Human Paragon 3
2008-05-23, 11:47 AM
Disclaimer: Sorry if the bold text annoys people, but I wanted the build to be apparent without having to read the wall-o-text.
In 4e, skills have been streamlined significantly, to the tune of 17 unique skills. Also, we've seen that skill challenges have been more fleshed out. Social encounters, traps, difusing evil rituals and basically anything you can think of will be under the perview of making multiple successful skill checks. In certain campaigns, skills will be as important as combat, or moreso, and some gaming sessions could reasonably contain multiple skill encounters and no combat.
Thus, it stands that in order to be as useful as possible as often as possible, you will want your character to be as skilled as possible. Which means trained.
So here's a pre-mature skill-oriented build.
First, Rogue gets the most trained skills out of the box with four (plus stealth and thievery, so SIX). Incidentally, those two skills will be extremely useful in a variety of situations, so any build will want them if possible.
Next, you're going to want to be human for an extra trained skill.
You'll also get an extra feat for being human which you can use to multi-class. Not only will you get another trained skill by doing this, but you'll also get a nifty encounter power. I'd recomend Ranger or Wizard for Nature and Arcana respectively.
For your first level feat, why not take skill training for another trained skill? You can use this to pick up a useful skill that is not associated with your class or multi-class like Healing, History, or Endurance.
That gives you 9 trained skills out of 17 possible at level 1. You'll be compromising your combat abillities somewhat by taking skill training instead of, say, backstabber or action surge, but being able to help your party in any situation will be worth it, IMO. You can continue sinking feats into skill training until you start stepping on the toes of the rest of the party in a significant way, or until you have all skills trained, whatever comes first.

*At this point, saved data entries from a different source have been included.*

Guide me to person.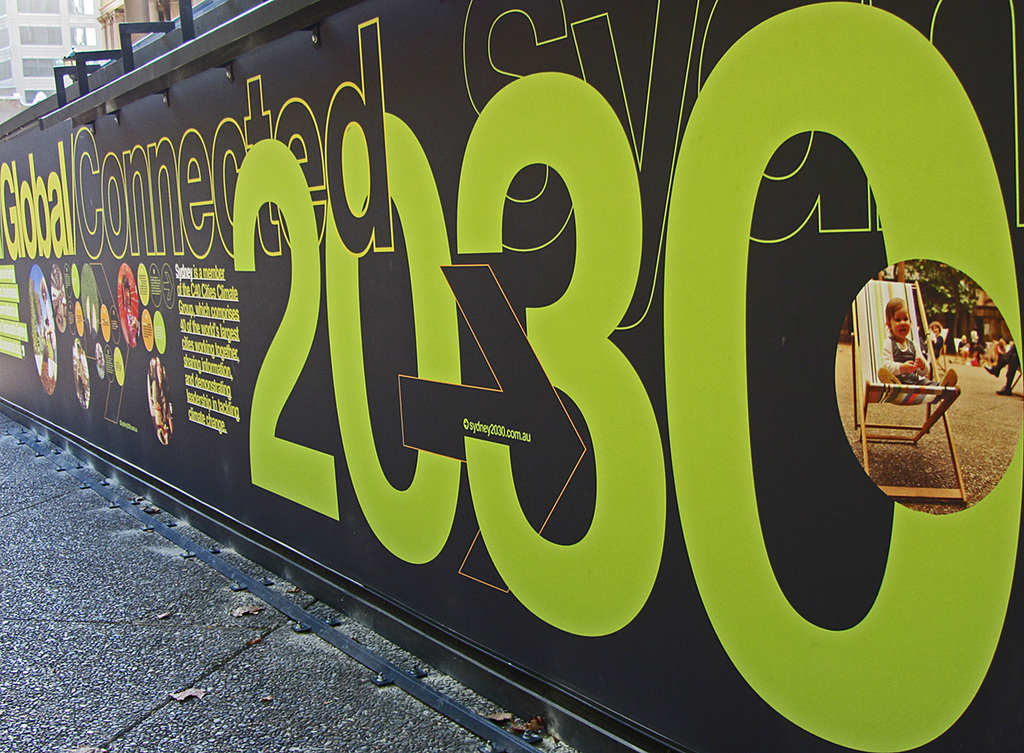
Guidance: 73 343 90 405.
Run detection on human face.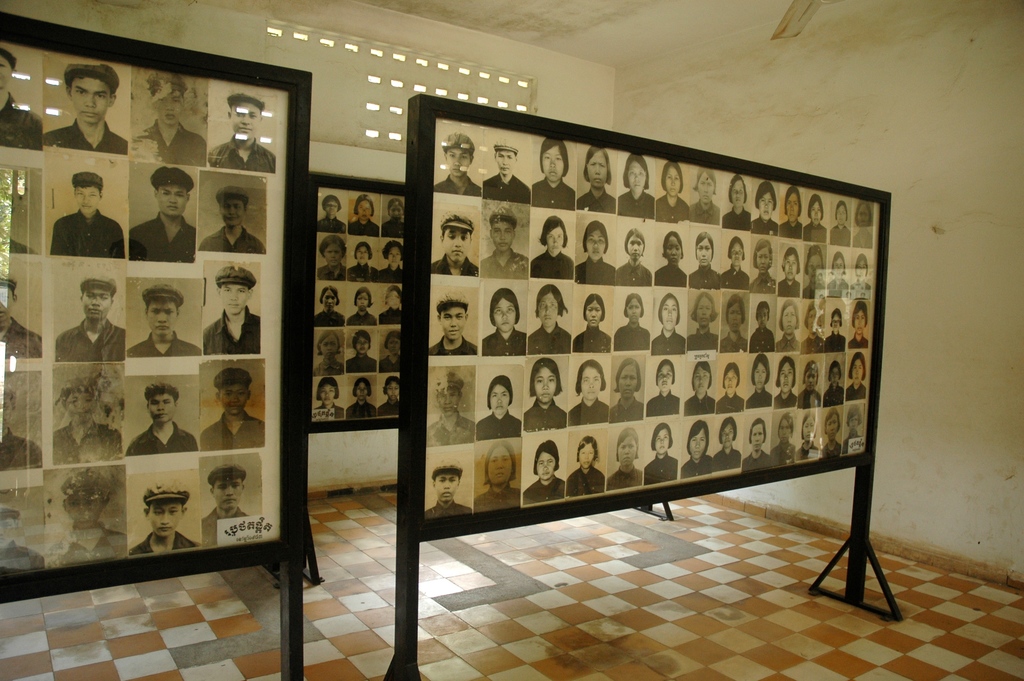
Result: [x1=661, y1=297, x2=676, y2=329].
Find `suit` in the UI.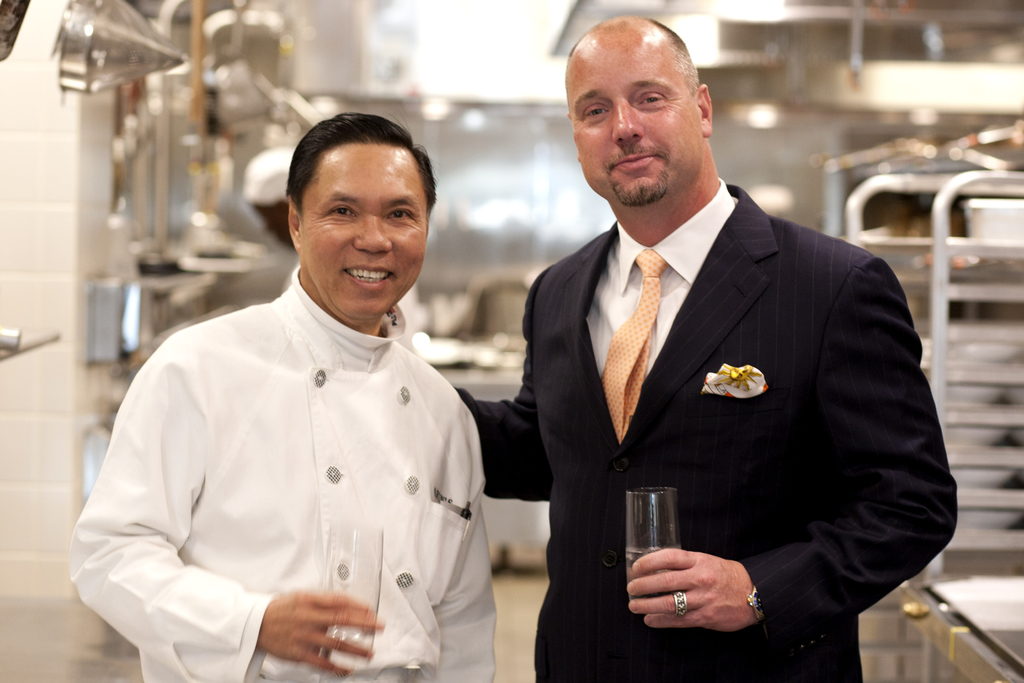
UI element at box=[488, 92, 942, 677].
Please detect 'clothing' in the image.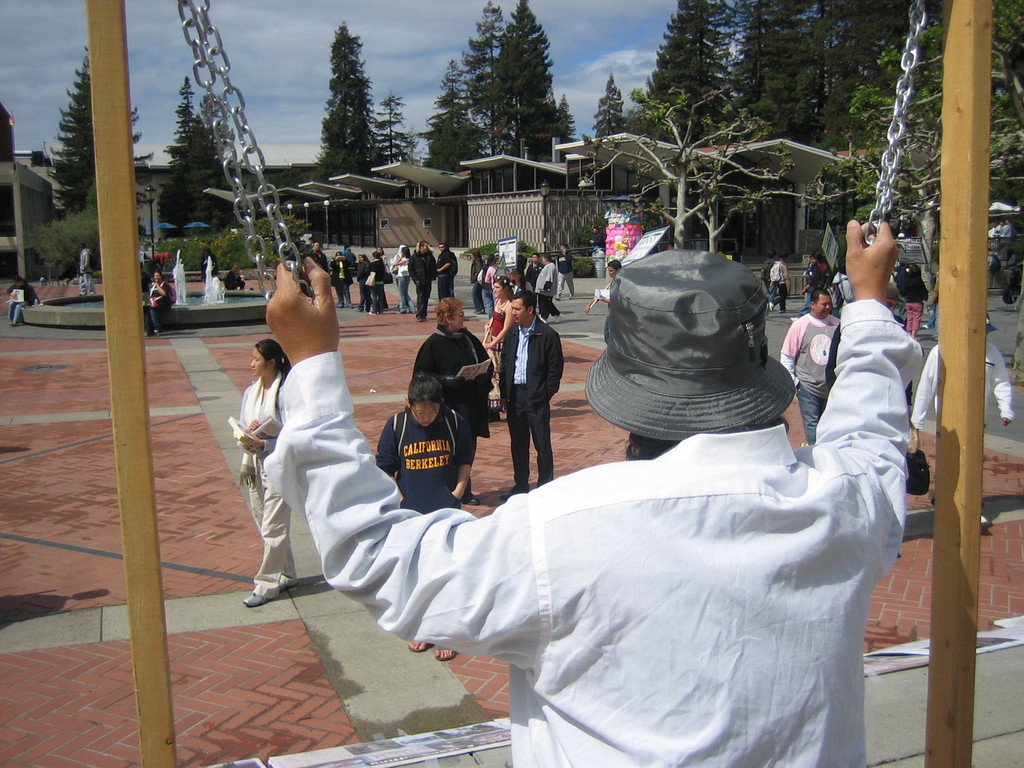
BBox(390, 242, 408, 284).
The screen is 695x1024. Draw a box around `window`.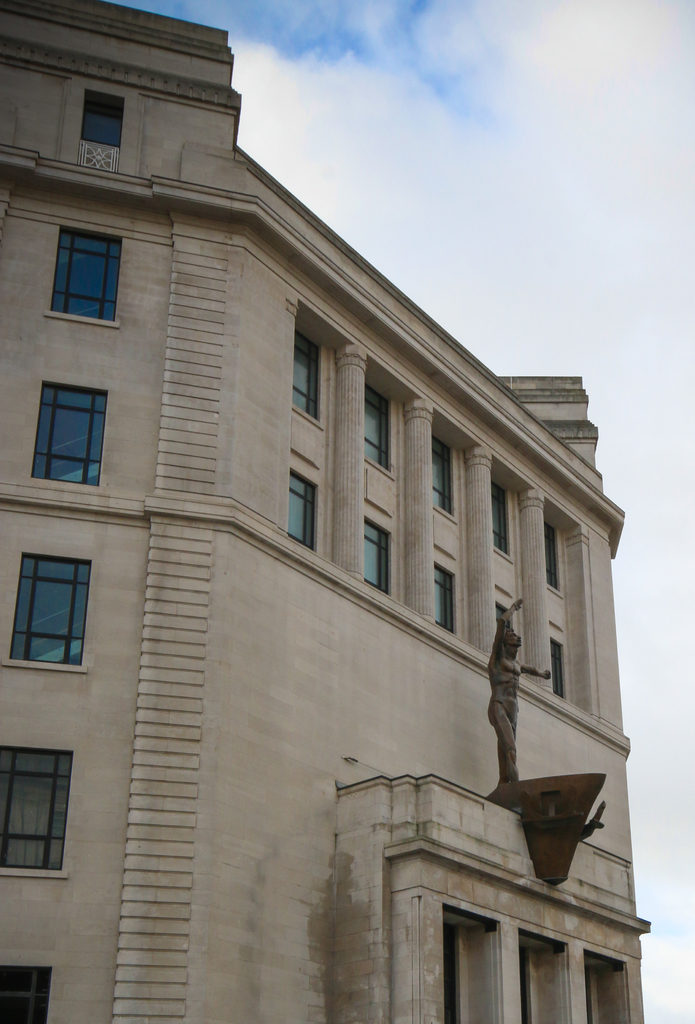
(367,518,393,595).
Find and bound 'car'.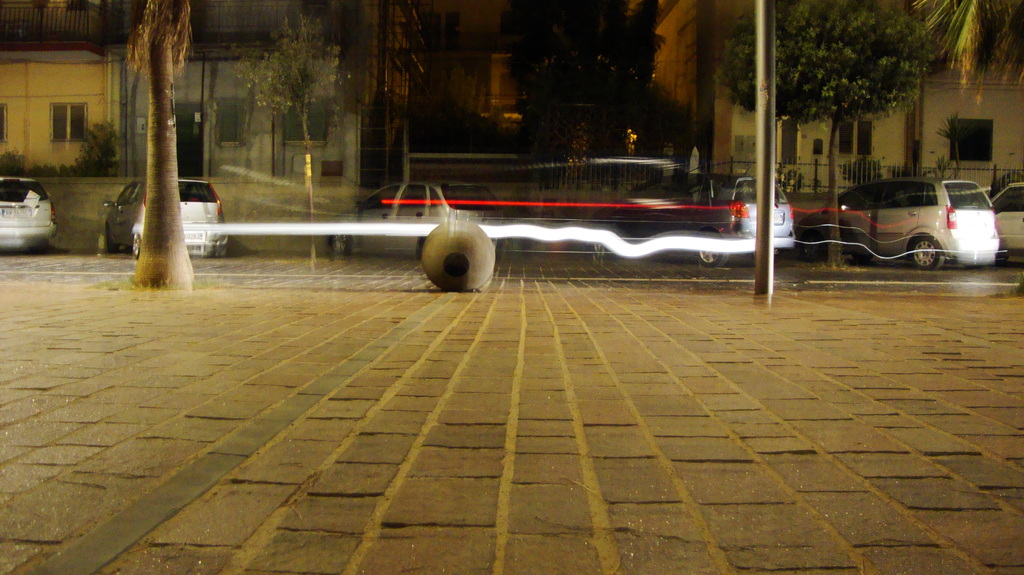
Bound: bbox=(988, 184, 1023, 252).
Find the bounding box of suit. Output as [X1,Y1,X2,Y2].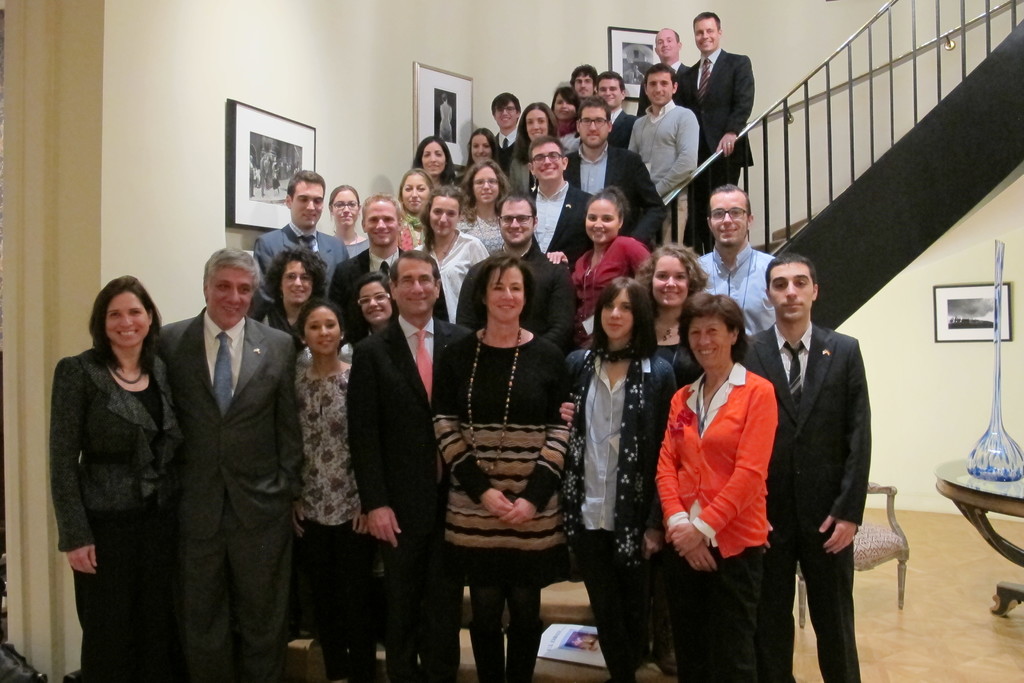
[765,252,888,667].
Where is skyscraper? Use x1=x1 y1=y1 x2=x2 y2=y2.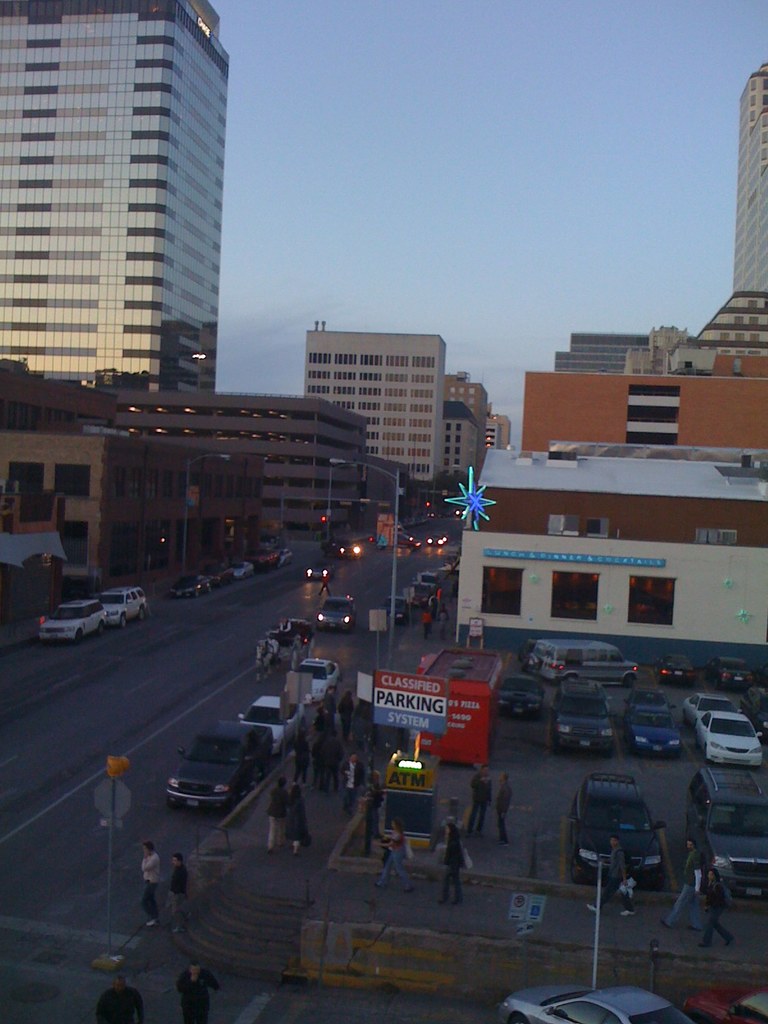
x1=301 y1=314 x2=443 y2=492.
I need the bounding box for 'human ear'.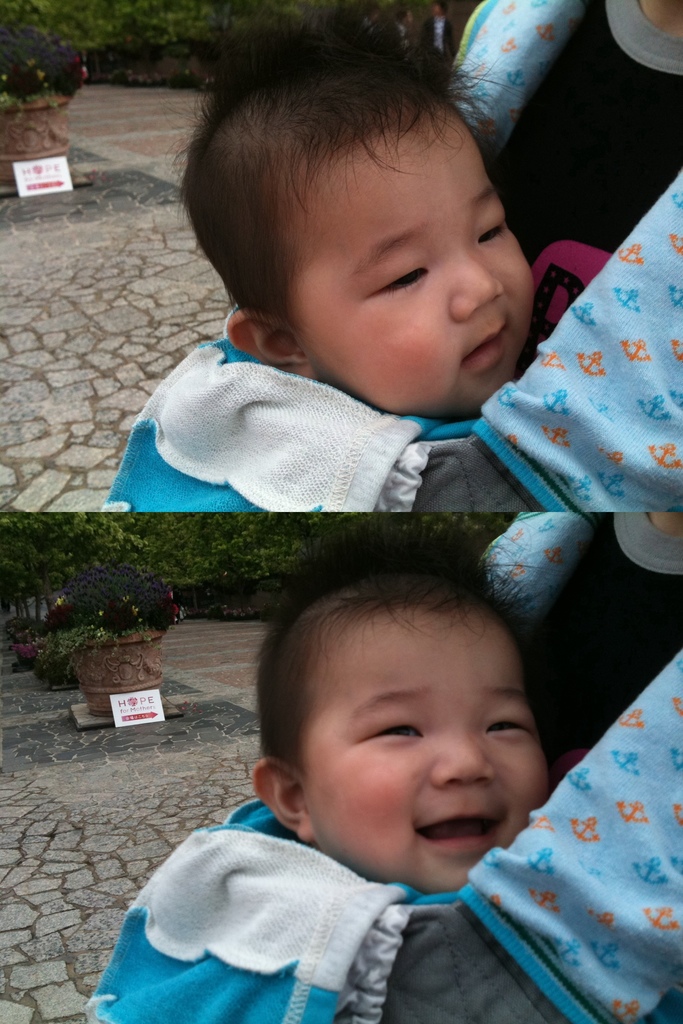
Here it is: [x1=252, y1=756, x2=318, y2=844].
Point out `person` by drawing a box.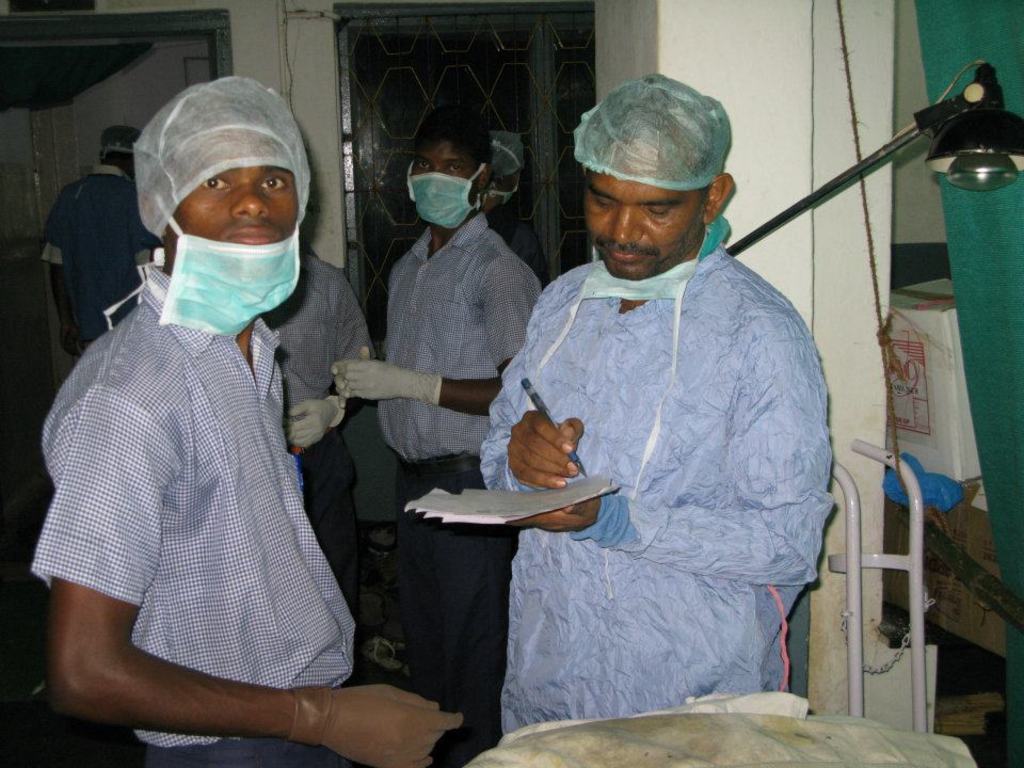
detection(474, 78, 836, 736).
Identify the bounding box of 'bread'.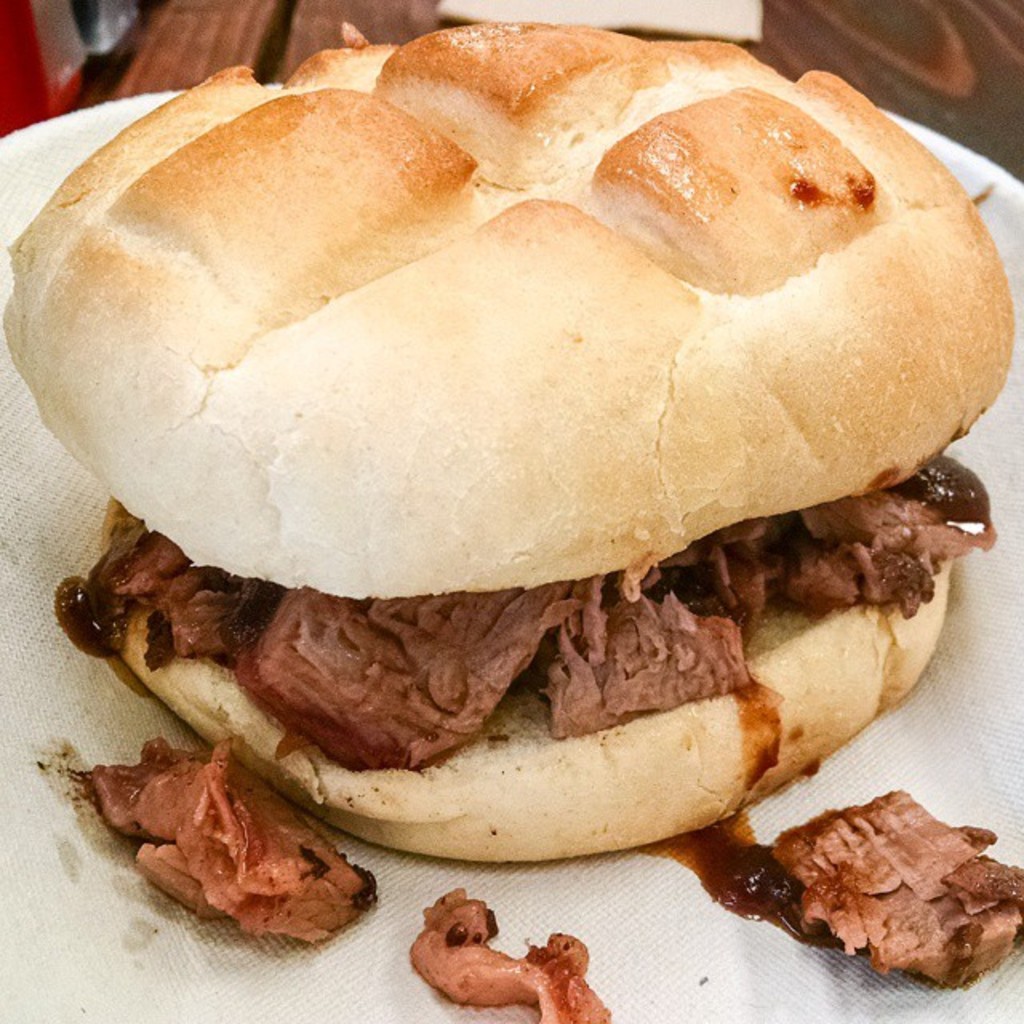
bbox(54, 43, 979, 674).
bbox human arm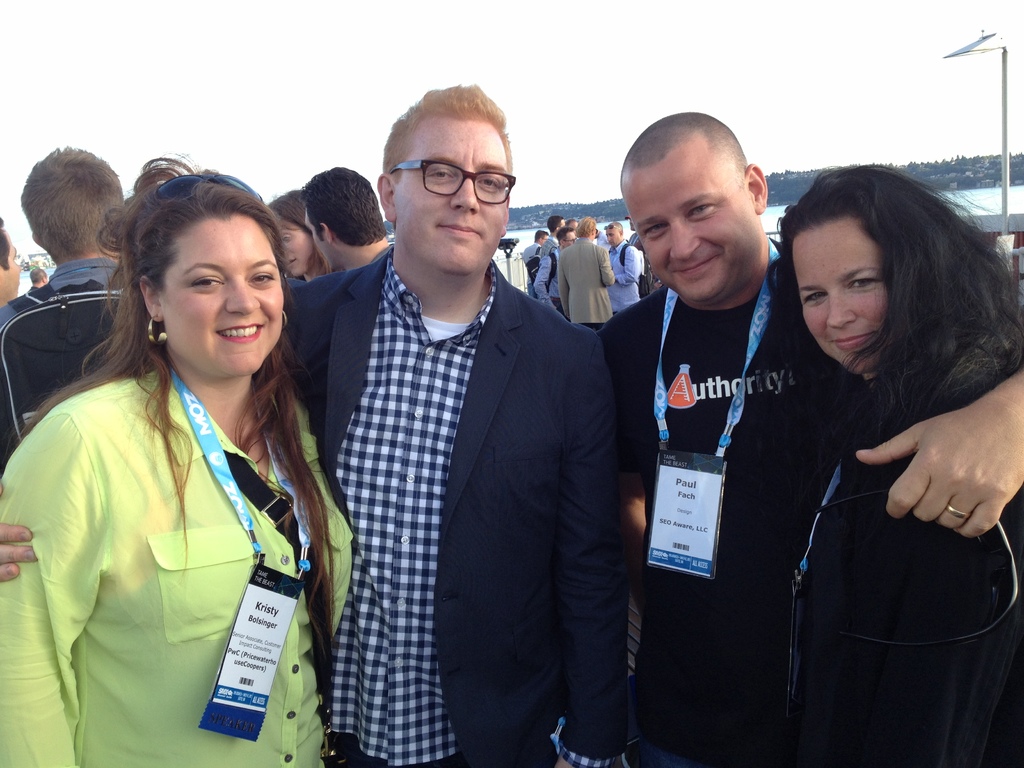
pyautogui.locateOnScreen(555, 328, 646, 767)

In 4e, skills have been streamlined significantly, to the tune of 17 unique skills. Also, we've seen that skill challenges have been more fleshed out. Social encounters, traps, difusing evil rituals and basically anything you can think of will be under the perview of making multiple successful skill checks. In certain campaigns, skills will be as important as combat, or moreso, and some gaming sessions could reasonably contain multiple skill encounters and no combat.
Thus, it stands that in order to be as useful as possible as often as possible, you will want your character to be as skilled as possible. Which means trained.
So here's a pre-mature skill-oriented build.
First, Rogue gets the most trained skills out of the box with four (plus stealth and thievery, so SIX). Incidentally, those two skills will be extremely useful in a variety of situations, so any build will want them if possible.
Next, you're going to want to be human for an extra trained skill.
You'll also get an extra feat for being human which you can use to multi-class. Not only will you get another trained skill by doing this, but you'll also get a nifty encounter power. I'd recomend Ranger or Wizard for Nature and Arcana respectively.
For your first level feat, why not take skill training for another trained skill? You can use this to pick up a useful skill that is not associated with your class or multi-class like Healing, History, or Endurance.
That gives you 9 trained skills out of 17 possible at level 1. You'll be compromising your combat abillities somewhat by taking skill training instead of, say, backstabber or action surge, but being able to help your party in any situation will be worth it, IMO. You can continue sinking feats into skill training until you start stepping on the toes of the rest of the party in a significant way, or until you have all skills trained, whatever comes first.